I don’t mind spoilers myself, but I would suggest the “SPOILER ALERT” show up before the cut in future posts.
My habit is to put the spoiler alert right before the spoilers, so people can read as far as possible before deciding to cut and run, but I’ll look at that next time, redlami.
“and their hopes for freedom—which can never be realized—are only conceived of as possible via their sexual exploitation (e.g., dancing and intercourse)”
Except you’re still falling for the trap that the ending is a happy one where everyone’s dreams come true and they all live happily ever after. It’s a happy ending in the way Starship Troopers has a happy ending. That is, it’s superficially happy but underneath all that it’s like what the hell? It’s a dehumanizing victory, literally. Baby Doll chooses to play by the system and ends up a literal doll at the end. You can get your victory but you’ll be objectified in the process. It’s a metaphor. Or something.
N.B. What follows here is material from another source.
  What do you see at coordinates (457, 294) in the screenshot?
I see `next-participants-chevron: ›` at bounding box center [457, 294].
It’s explained in the asylum world the Gugino’s character has the patients recreate their traumas on-stage so they can modify them in order to empower themselves. As such, I don’t think the movie completely rejects the whole idea of the scantily-clad heroine. Rather it seems to be saying that as long as there’s a system in place in which men pull the ropes, the whole sexy badass archetype will just be another example of exploitation.
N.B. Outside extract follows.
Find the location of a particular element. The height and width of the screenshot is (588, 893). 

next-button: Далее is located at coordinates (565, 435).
I don’t think I’m falling for a trap, in that I haven’t been duped into anything. Just because I have concerns about a narrative in which no woman is free doesn’t mean I think the only acceptable ending is a fairy tale one. Sure, movies and other texts are open to interpretation; as far as this text is concerned, I don’t see that it leaves anything open for actual female empowerment. All of the images of women that we see–assault victims, corpses, ruined girls and women–the cumulative imagery here, the violence they suffer from the very first seconds of the film to the moment we fade to the credits, it’s not set up as an example of exploitation to be resisted. It’s set up as hopelessness. I think there are plenty of narratives out there that keep open some room for liberation, but this is not one of them.
I disagree, considering the ending monologue that argues that the solution doesn’t lie in some fantasy world, it lies in the hands of the people watching the movie. It’s not hopelessness, it’s a call to arms, so to speak.
Personally I see no difference between how this movie presents sexism and oppression and something like, say, Ali: Fear Eats the Soul in which they give no solution to racism.
Not having seen the movie, it’s hard for me to engage fully with this conversation, but I do think it’s reasonable to ask whether exploitative content is being presented for criticism, or without comment. And I’d note that it sounds like there are some really alarming thematic elements here re:mental illness, forcible institutionalisation, and lobotomies that were poorly explored, at best.